The expert test: how to identify high-value AI features for your product

By Madalina Turlea·
The expert test: how to identify high-value AI features for your product

Why most AI features fail and a framework to find the ones that won't

The main reason most teams fail to move past "beta" AI features is that they lack clarity on where AI can bring the most value for their users. AI promised to be this revolutionary technology that would empower products to achieve new levels of productivity and creativity. Yet most product teams have not yet started building with AI. Most PMs are still locked out of AI development, a few data scientists or engineers singlehandedly control the implementation. For those who have tried to bring AI to their product, they default to the pattern that the most visible AI products have established: the chatbot.

Somehow, in the last year, "AI feature" has become synonymous with "prompt-based chat box." I experienced this firsthand a few weeks ago.

The chat-box became the only option to adding AI in products

I was preparing a Product Thinking training session for a Fortune 500 company. I spent hours on the content, structure, and how to make the session interactive for an audience of engineering team leaders. I decided to create a collaborative workshop where I would apply my framework with students in real time.

After finalizing the topic, structure, and framework, I needed a collaboration board for both in-person and online participants. I turned to Miro, thinking it would be the most familiar tool for the exercise.

It had been a while since I'd used Miro. To my surprise, when I created a new board, there was a big chatbot in the middle of the empty canvas.

At this point it was past 9 PM. I was tired, with limited energy to spend drawing a beautiful workshop board from scratch. So as soon as I saw the chatbot, I thought: This is exactly the type of AI support I need.

Miro chatbit.png

My expectation: describe my workshop, the sections, the audience, what I'm trying to achieve, and have AI do the heavy lifting. Identify the right template. Adjust the copy with my context. Save me an hour of dragging boxes around.

What I got instead: a formatted text block based on my prompt. My own words, slightly reformatted. No board. No sticky notes. Not even a template suggestion.

Miro AI response.png

I had typed a long, detailed prompt to give enhanced context. And I got a highly disappointing result.

I closed Miro and went to FigJam to create my board, not because FigJam had a better AI feature for this, but because I was frustrated by the false promise.

The understanding problem

One quote that stayed with me on good product UX is: good UX is not about removing friction, it's about creating understanding in your product.

Behavioural analysis shows that even high-friction tasks, when user expectations are set properly, can lead to higher conversion rates. When you add AI to your product, you have to ensure you create the right understanding for what the AI can actually do.
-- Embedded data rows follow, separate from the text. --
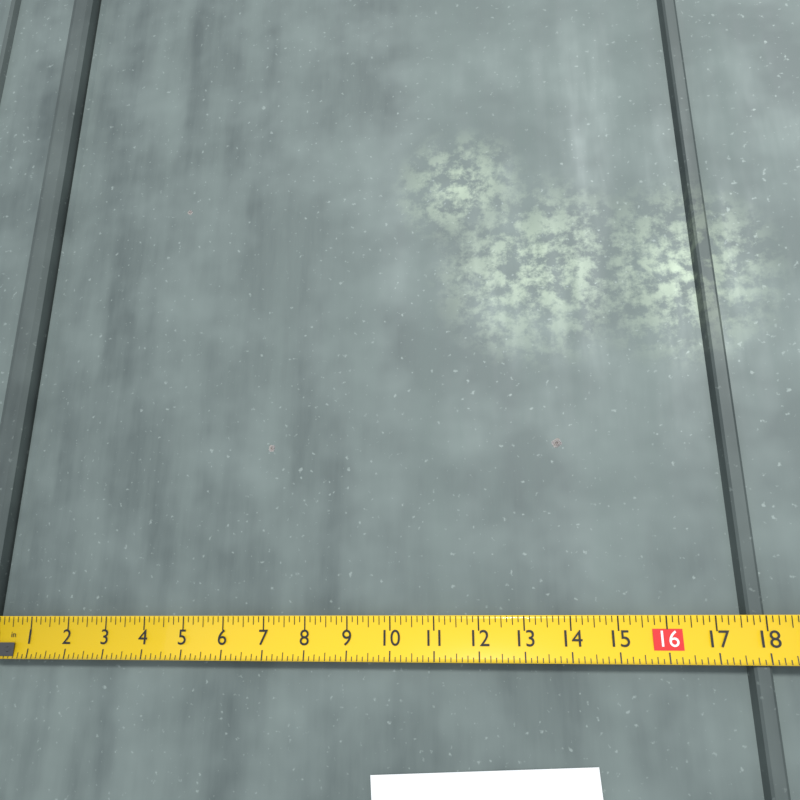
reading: 18.000 in
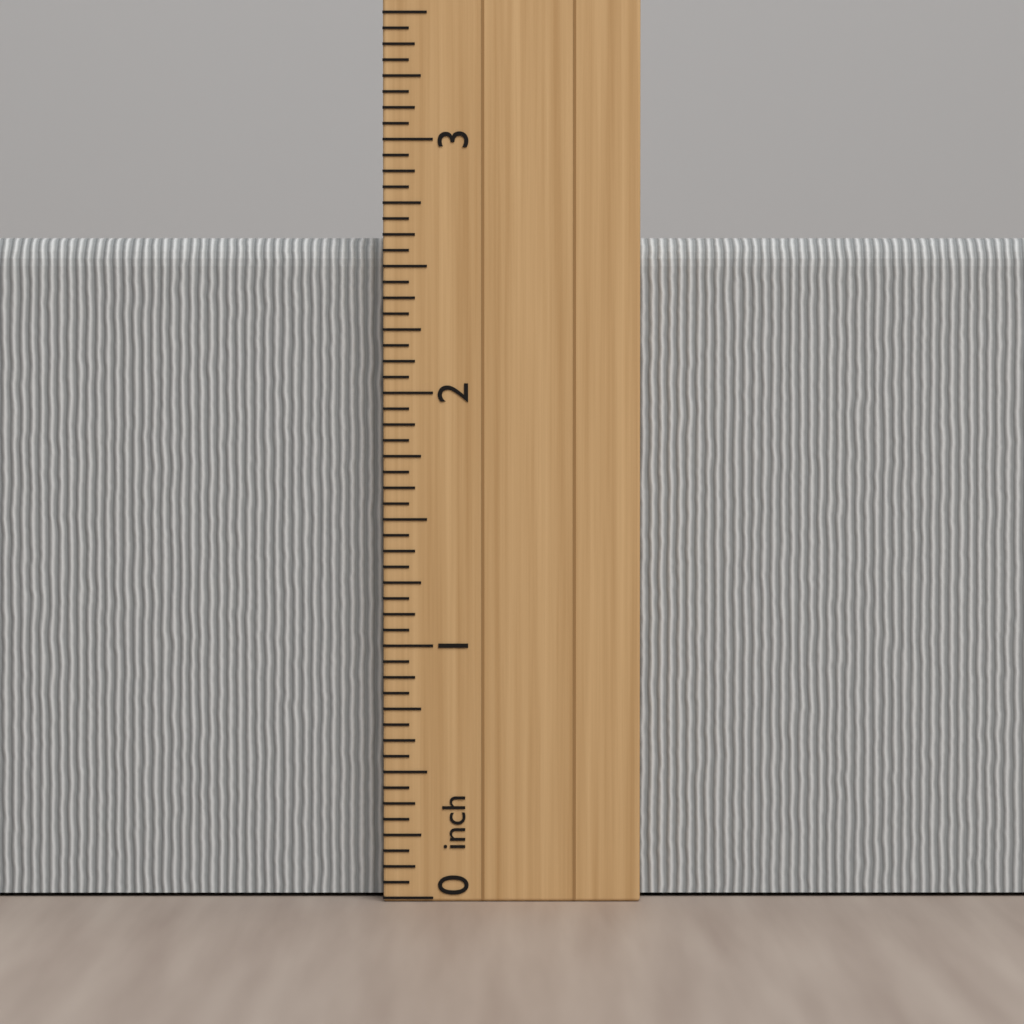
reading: 2.6250 inch
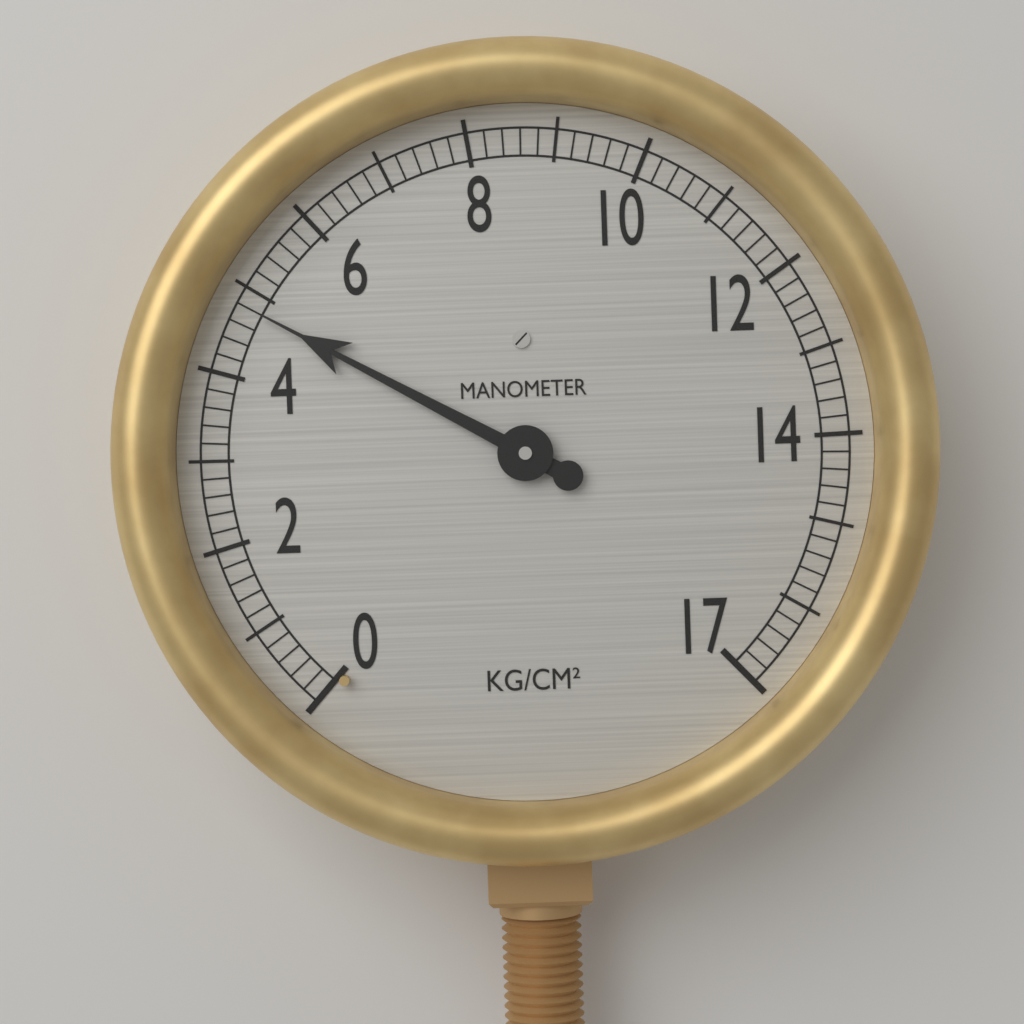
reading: 4.8 kg/cm²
When you give users an open-ended interaction like a chatbot, you cannot control what they type. You cannot guide their expectations. And when reality doesn't match expectations, frustration grows fast.

That's what happened with Miro. The chatbot created an expectation it couldn't fulfill.

Elena Verna, Head of Growth at Lovable (the AI company that hit $200M ARR in under a year), recently described a fundamental shift happening in product development:

"We're moving to a new era of software that needs to feel human — that people want to interact with, not just utility of it. Because cost of software is coming down so much to develop that we now can actually invest into emotional feel of that software."

This is the table stakes shift I keep coming back to: when building software becomes cheap, the differentiator moves from can we build it? to does it create understanding? Does it set the right expectations? Does it feel like magic or like work?